Revision Postscripts: Malignant Normality
It shouldn’t have taken the Holocaust...
The road to fascism is lined with people telling you to stop overreacting.
Back before Twitter deteriorated into the cesspool of Musk ownership, a user named William K. Wolfrum (who I assume is not otherwise famous) posted the above gem —- one that I unfortunately find more ominously prescient every day.
One can imagine how often concerned Germans of the early 1930s were scoffed at or scolded for what, in fact, were quite reasonable reactions to the vitriolic rhetoric and policy proposals coming from their country’s festering Right.
And to be sure, historians have documented the cavalier attitude flowing from much of the American press —- even after Hitler had actually come to power and the regime was making it pretty clear where their systemic politics of intolerance and hate were heading.
Thus, the point of this: In the 2nd Edition of Truth and Power, I made a point of including expanded discussions of the existential dangers of modern authoritarianism, and how easily it can creep into the mainstream.
In a new “Tipping Points” section, I point to a seminal psychological study of how dismissive attitudes —- ranging from ho-hum to abject denial —- can lead to accepting, or even participating in monstrous behaviors.
Coined by Robert Lifton, the term “malignant normality” came from analyzing how non-Nazi Germans —- even medical professionals who had sworn an oath to do no harm —- ignores or sometimes willingly participated in the horrors of the Holocaust. As summed up in the 2nd Edition:
In other words, normal people can do utterly horrific things under the permission and expectations parameters of a toxic political environment.
Here’s the thing: The acceptance of things like genocide doesn’t just happen —- it is the ultimate fallout of the toxic environment that spawned it. And for democracies to survive, that spawn must be nipped in the bud with constant vigilance long before it comes to the worst-case scenarios.
History should show us that there are no —- read: zero —- redeeming qualities of fascism, and all the shameless Tucker Carlsons in the world cannot whitewash that basic truth. It is, in and of itself, the ultimate illiberal quashing of what our Founders quite correctly held to be inalienable human freedoms.
Nonetheless, when a faction of an American political party and its titular leader exhibit the pathologies, and a troubling portion of our media admires or excuses its contemporary practitioners abroad, that is the toxic ooze that enables the devil’s spawn to emerge.
In other words, as I find myself having to say out loud in a troubling number of conversations these days…
…it shouldn’t have taken the Holocaust to mainstream the evils of fascism.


TASK DETAILS —
Copy out the entire listing below exactly, but without its pictures.

DATASET ENTRIES —
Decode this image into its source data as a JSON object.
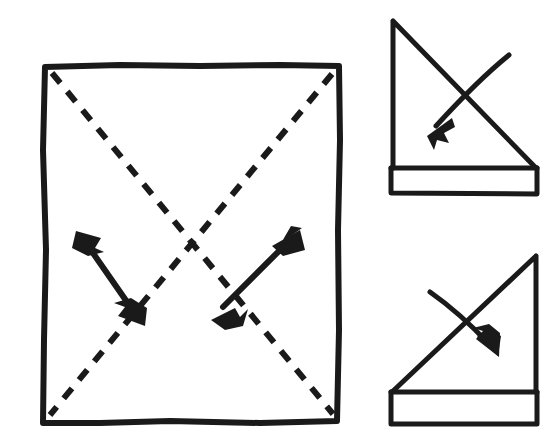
{
  "figure": {
    "title": "Origami fold diagram: square with diagonal valley creases folded into triangle",
    "background_color": "#ffffff",
    "ink_color": "#1a1a1a",
    "style": "hand-drawn line art, no text labels",
    "panel_count": 3
  },
  "panels": [
    {
      "id": "main-square-panel",
      "name": "square-with-diagonals",
      "description": "Large square sheet with two dashed diagonal crease lines crossing at center and two double-headed fold-direction arrows",
      "bounds": {
        "x": 41,
        "y": 64,
        "width": 299,
        "height": 360
      },
      "square": {
        "name": "paper-square-outline",
        "stroke_width": 6,
        "corners": {
          "top_left": [
            45,
            67
          ],
          "top_right": [
            339,
            66
          ],
          "bottom_right": [
            337,
            421
          ],
          "bottom_left": [
            43,
            423
          ]
        }
      },
      "creases": [
        {
          "name": "crease-diagonal-tl-br",
          "style": "dashed",
          "from": [
            52,
            73
          ],
          "to": [
            333,
            414
          ],
          "dash": "13 11",
          "stroke_width": 6
        },
        {
          "name": "crease-diagonal-tr-bl",
          "style": "dashed",
          "from": [
            332,
            74
          ],
          "to": [
            50,
            415
          ],
          "dash": "13 11",
          "stroke_width": 6
        }
      ],
      "arrows": [
        {
          "name": "fold-arrow-left",
          "type": "double-headed",
          "description": "Double-headed arrow perpendicular to the top-right-to-bottom-left crease, indicating fold across it",
          "from": [
            80,
            236
          ],
          "to": [
            140,
            320
          ],
          "stroke_width": 6
        },
        {
          "name": "fold-arrow-right",
          "type": "double-headed",
          "description": "Double-headed arrow perpendicular to the top-left-to-bottom-right crease, indicating fold across it",
          "from": [
            216,
            314
          ],
          "to": [
            297,
            233
          ],
          "stroke_width": 6
        }
      ]
    },
    {
      "id": "top-right-panel",
      "name": "folded-triangle-left-facing",
      "description": "Resulting triangle with vertical edge on the left, hypotenuse descending to the right, and a horizontal band (flap) across the bottom; a curved action arrow crosses the hypotenuse pointing down-left",
      "bounds": {
        "x": 391,
        "y": 19,
        "width": 147,
        "height": 175
      },
      "shape": {
        "name": "triangle-outline",
        "stroke_width": 5,
        "apex": [
          393,
          21
        ],
        "vertical_edge_bottom": [
          393,
          168
        ],
        "hypotenuse_end": [
          536,
          168
        ]
      },
      "band": {
        "name": "bottom-flap-band",
        "stroke_width": 5,
        "x": 391,
        "y": 168,
        "width": 146,
        "height": 26
      },
      "arrow": {
        "name": "turn-over-arrow",
        "type": "single-headed-curved",
        "direction": "down-left",
        "tail": [
          509,
          55
        ],
        "tip": [
          430,
          131
        ],
        "stroke_width": 5
      }
    },
    {
      "id": "bottom-right-panel",
      "name": "folded-triangle-right-facing",
      "description": "Mirrored triangle with vertical edge on the right, hypotenuse rising to the right, and a horizontal band (flap) across the bottom; a curved action arrow crosses the hypotenuse pointing down-right",
      "bounds": {
        "x": 391,
        "y": 254,
        "width": 147,
        "height": 172
      },
      "shape": {
        "name": "triangle-outline",
        "stroke_width": 5,
        "apex": [
          536,
          256
        ],
        "vertical_edge_bottom": [
          536,
          392
        ],
        "hypotenuse_end": [
          392,
          392
        ]
      },
      "band": {
        "name": "bottom-flap-band",
        "stroke_width": 5,
        "x": 391,
        "y": 392,
        "width": 146,
        "height": 32
      },
      "arrow": {
        "name": "turn-over-arrow",
        "type": "single-headed-curved",
        "direction": "down-right",
        "tail": [
          430,
          292
        ],
        "tip": [
          497,
          352
        ],
        "stroke_width": 5
      }
    }
  ]
}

RESULT OF THIS TASK —
Decode this image into its source data as a JSON object.
{
  "figure": {
    "title": "Origami fold diagram: square with diagonal valley creases folded into triangle",
    "background_color": "#ffffff",
    "ink_color": "#1a1a1a",
    "style": "hand-drawn line art, no text labels",
    "panel_count": 3
  },
  "panels": [
    {
      "id": "main-square-panel",
      "name": "square-with-diagonals",
      "description": "Large square sheet with two dashed diagonal crease lines crossing at center and two double-headed fold-direction arrows",
      "bounds": {
        "x": 41,
        "y": 64,
        "width": 299,
        "height": 360
      },
      "square": {
        "name": "paper-square-outline",
        "stroke_width": 6,
        "corners": {
          "top_left": [
            45,
            67
          ],
          "top_right": [
            339,
            66
          ],
          "bottom_right": [
            337,
            421
          ],
          "bottom_left": [
            43,
            423
          ]
        }
      },
      "creases": [
        {
          "name": "crease-diagonal-tl-br",
          "style": "dashed",
          "from": [
            52,
            73
          ],
          "to": [
            333,
            414
          ],
          "dash": "13 11",
          "stroke_width": 6
        },
        {
          "name": "crease-diagonal-tr-bl",
          "style": "dashed",
          "from": [
            332,
            74
          ],
          "to": [
            50,
            415
          ],
          "dash": "13 11",
          "stroke_width": 6
        }
      ],
      "arrows": [
        {
          "name": "fold-arrow-left",
          "type": "double-headed",
          "description": "Double-headed arrow perpendicular to the top-right-to-bottom-left crease, indicating fold across it",
          "from": [
            80,
            236
          ],
          "to": [
            140,
            320
          ],
          "stroke_width": 6
        },
        {
          "name": "fold-arrow-right",
          "type": "double-headed",
          "description": "Double-headed arrow perpendicular to the top-left-to-bottom-right crease, indicating fold across it",
          "from": [
            216,
            314
          ],
          "to": [
            297,
            233
          ],
          "stroke_width": 6
        }
      ]
    },
    {
      "id": "top-right-panel",
      "name": "folded-triangle-left-facing",
      "description": "Resulting triangle with vertical edge on the left, hypotenuse descending to the right, and a horizontal band (flap) across the bottom; a curved action arrow crosses the hypotenuse pointing down-left",
      "bounds": {
        "x": 391,
        "y": 19,
        "width": 147,
        "height": 175
      },
      "shape": {
        "name": "triangle-outline",
        "stroke_width": 5,
        "apex": [
          393,
          21
        ],
        "vertical_edge_bottom": [
          393,
          168
        ],
        "hypotenuse_end": [
          536,
          168
        ]
      },
      "band": {
        "name": "bottom-flap-band",
        "stroke_width": 5,
        "x": 391,
        "y": 168,
        "width": 146,
        "height": 26
      },
      "arrow": {
        "name": "turn-over-arrow",
        "type": "single-headed-curved",
        "direction": "down-left",
        "tail": [
          509,
          55
        ],
        "tip": [
          430,
          131
        ],
        "stroke_width": 5
      }
    },
    {
      "id": "bottom-right-panel",
      "name": "folded-triangle-right-facing",
      "description": "Mirrored triangle with vertical edge on the right, hypotenuse rising to the right, and a horizontal band (flap) across the bottom; a curved action arrow crosses the hypotenuse pointing down-right",
      "bounds": {
        "x": 391,
        "y": 254,
        "width": 147,
        "height": 172
      },
      "shape": {
        "name": "triangle-outline",
        "stroke_width": 5,
        "apex": [
          536,
          256
        ],
        "vertical_edge_bottom": [
          536,
          392
        ],
        "hypotenuse_end": [
          392,
          392
        ]
      },
      "band": {
        "name": "bottom-flap-band",
        "stroke_width": 5,
        "x": 391,
        "y": 392,
        "width": 146,
        "height": 32
      },
      "arrow": {
        "name": "turn-over-arrow",
        "type": "single-headed-curved",
        "direction": "down-right",
        "tail": [
          430,
          292
        ],
        "tip": [
          497,
          352
        ],
        "stroke_width": 5
      }
    }
  ]
}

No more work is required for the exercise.